Esteban Dell’Angelica is a Professor and Vice Chair in the Department of Human Genetics. He serves as the Director of Scientific Foundations of Medicine, a component of the medical curriculum in the David Geffen School of Medicine at UCLA. He got his PhD degree at the University of Buenos Aires (Argentina) for his isolation and biochemical characterization of a hitherto unknown calcium-binding protein from neutrophils. During his postdoctoral training in the laboratory of Juan S. Bonifacino, PhD, at the National Institutes of Health (Bethesda, Maryland), he identified and characterized several components of the molecular machinery for protein trafficking within the so-called ‘late secretory’ and ‘endocytic’ intracellular pathways, and he described the first example of human disease due to mutations in a known component of such molecular machinery (Hermansky-Pudlak syndrome type 2). As a faculty member at UCLA, he identified and characterized three multi-subunit protein complexes, named BLOC-1 through -3, which are required for the biogenesis of lysosome-related organelles such as melanosomes and platelet dense granules. He is an active member of a multidisciplinary team at UCLA that collaborates with other teams of the nation-wide Undiagnosed Diseases Network (UDN) to tackle very rare and poorly understood human diseases.

The goal of his research is to understand the molecular pathogenesis of monogenic disorders, in particular those affecting intracellular protein trafficking and organelle biogenesis. He is committed to excellence in education and mentoring, and is the recipient of a number of teaching awards, most recently the 2020 Kaiser-Permanente Award for Excellence in Teaching.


**Requirement:**
The answer is the exact text of every line from the one that contains "Image is 644x317 pixels." to the final line of the entries below, with pictures left out.
Raw data Start Marker
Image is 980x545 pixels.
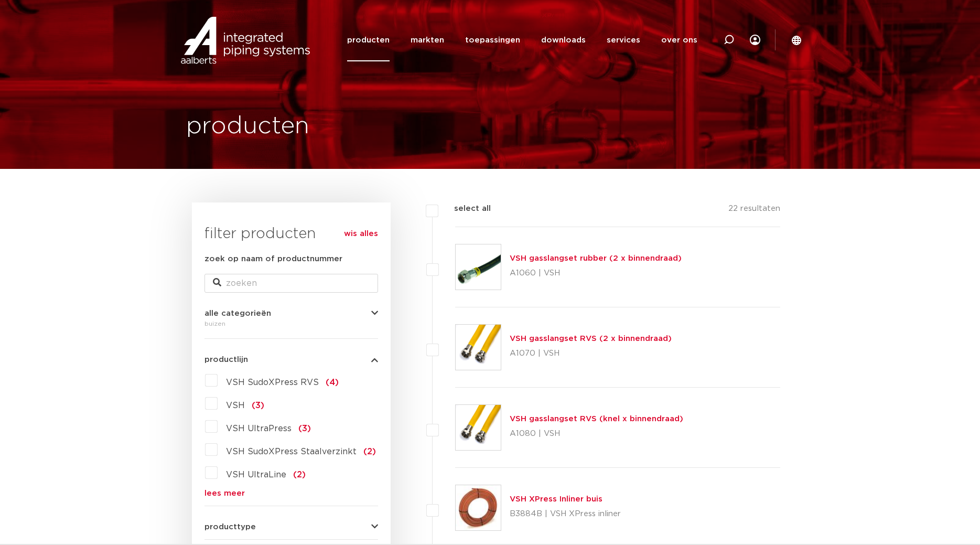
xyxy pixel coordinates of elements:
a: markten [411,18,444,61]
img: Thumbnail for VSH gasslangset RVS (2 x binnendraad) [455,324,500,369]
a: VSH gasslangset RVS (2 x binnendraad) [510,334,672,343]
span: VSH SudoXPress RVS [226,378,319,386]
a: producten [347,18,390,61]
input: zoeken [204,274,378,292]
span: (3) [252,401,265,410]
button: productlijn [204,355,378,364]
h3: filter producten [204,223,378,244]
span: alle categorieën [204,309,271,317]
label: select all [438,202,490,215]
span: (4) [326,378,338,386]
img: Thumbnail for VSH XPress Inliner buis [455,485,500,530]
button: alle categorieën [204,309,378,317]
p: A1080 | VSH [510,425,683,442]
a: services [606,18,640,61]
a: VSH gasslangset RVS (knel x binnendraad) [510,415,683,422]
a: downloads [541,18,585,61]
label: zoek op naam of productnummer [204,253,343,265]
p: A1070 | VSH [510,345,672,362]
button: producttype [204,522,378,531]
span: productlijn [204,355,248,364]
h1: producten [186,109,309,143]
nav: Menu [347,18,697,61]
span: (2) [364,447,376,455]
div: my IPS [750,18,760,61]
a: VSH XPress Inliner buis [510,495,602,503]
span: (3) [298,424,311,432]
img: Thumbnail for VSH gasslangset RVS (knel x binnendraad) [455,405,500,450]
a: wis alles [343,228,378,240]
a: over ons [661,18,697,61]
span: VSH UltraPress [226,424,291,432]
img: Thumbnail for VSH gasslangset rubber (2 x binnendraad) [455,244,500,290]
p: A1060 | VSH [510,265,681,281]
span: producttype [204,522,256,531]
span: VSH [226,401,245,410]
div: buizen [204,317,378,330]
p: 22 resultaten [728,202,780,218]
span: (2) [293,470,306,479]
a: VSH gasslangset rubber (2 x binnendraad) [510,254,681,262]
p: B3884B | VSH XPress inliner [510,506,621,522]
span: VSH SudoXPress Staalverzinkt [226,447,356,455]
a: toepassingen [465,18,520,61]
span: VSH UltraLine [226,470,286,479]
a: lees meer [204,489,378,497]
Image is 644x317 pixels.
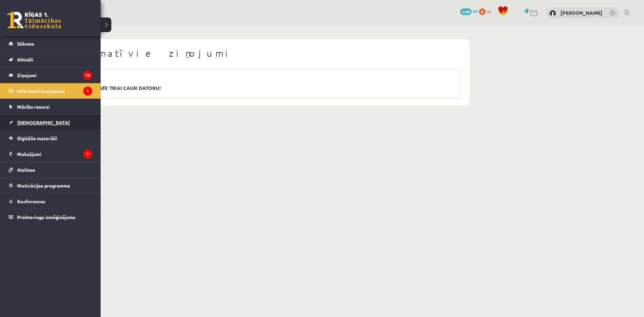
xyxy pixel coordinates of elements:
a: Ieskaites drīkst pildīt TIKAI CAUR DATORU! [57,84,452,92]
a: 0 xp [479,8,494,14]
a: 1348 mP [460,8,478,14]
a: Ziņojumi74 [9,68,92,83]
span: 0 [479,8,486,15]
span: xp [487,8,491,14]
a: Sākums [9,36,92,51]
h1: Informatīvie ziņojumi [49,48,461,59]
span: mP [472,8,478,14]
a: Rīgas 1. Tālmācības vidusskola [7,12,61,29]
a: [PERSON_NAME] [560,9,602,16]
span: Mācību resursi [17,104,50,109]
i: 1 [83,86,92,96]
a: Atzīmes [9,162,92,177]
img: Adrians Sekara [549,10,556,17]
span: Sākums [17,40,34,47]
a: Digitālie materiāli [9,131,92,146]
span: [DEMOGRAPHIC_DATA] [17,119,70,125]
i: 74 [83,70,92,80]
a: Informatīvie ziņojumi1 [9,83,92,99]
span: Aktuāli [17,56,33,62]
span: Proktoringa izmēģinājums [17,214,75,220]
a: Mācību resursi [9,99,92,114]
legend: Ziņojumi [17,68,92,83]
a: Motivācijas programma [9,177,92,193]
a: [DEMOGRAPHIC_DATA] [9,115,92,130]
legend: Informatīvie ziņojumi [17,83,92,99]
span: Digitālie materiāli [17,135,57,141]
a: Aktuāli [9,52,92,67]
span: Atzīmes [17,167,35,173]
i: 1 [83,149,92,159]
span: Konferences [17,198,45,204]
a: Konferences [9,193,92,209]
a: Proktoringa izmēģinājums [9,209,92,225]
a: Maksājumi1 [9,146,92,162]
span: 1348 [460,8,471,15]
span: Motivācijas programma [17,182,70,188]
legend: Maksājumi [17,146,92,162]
Raw data End Marker
**Expected answer:**
Image is 644x317 pixels.
xyxy pixel coordinates of elements:
a: Ieskaites drīkst pildīt TIKAI CAUR DATORU! [57,84,452,92]
a: 0 xp [479,8,494,14]
a: 1348 mP [460,8,478,14]
a: Ziņojumi74 [9,68,92,83]
span: 0 [479,8,486,15]
span: xp [487,8,491,14]
a: Sākums [9,36,92,51]
h1: Informatīvie ziņojumi [49,48,461,59]
span: mP [472,8,478,14]
a: Rīgas 1. Tālmācības vidusskola [7,12,61,29]
a: [PERSON_NAME] [560,9,602,16]
span: Mācību resursi [17,104,50,109]
i: 1 [83,86,92,96]
a: Atzīmes [9,162,92,177]
img: Adrians Sekara [549,10,556,17]
span: Sākums [17,40,34,47]
a: Digitālie materiāli [9,131,92,146]
span: [DEMOGRAPHIC_DATA] [17,119,70,125]
i: 74 [83,70,92,80]
a: Informatīvie ziņojumi1 [9,83,92,99]
span: Aktuāli [17,56,33,62]
span: Proktoringa izmēģinājums [17,214,75,220]
a: Mācību resursi [9,99,92,114]
legend: Ziņojumi [17,68,92,83]
a: Motivācijas programma [9,177,92,193]
a: [DEMOGRAPHIC_DATA] [9,115,92,130]
legend: Informatīvie ziņojumi [17,83,92,99]
span: Digitālie materiāli [17,135,57,141]
a: Aktuāli [9,52,92,67]
span: Atzīmes [17,167,35,173]
i: 1 [83,149,92,159]
span: Konferences [17,198,45,204]
a: Konferences [9,193,92,209]
a: Proktoringa izmēģinājums [9,209,92,225]
a: Maksājumi1 [9,146,92,162]
span: 1348 [460,8,471,15]
span: Motivācijas programma [17,182,70,188]
legend: Maksājumi [17,146,92,162]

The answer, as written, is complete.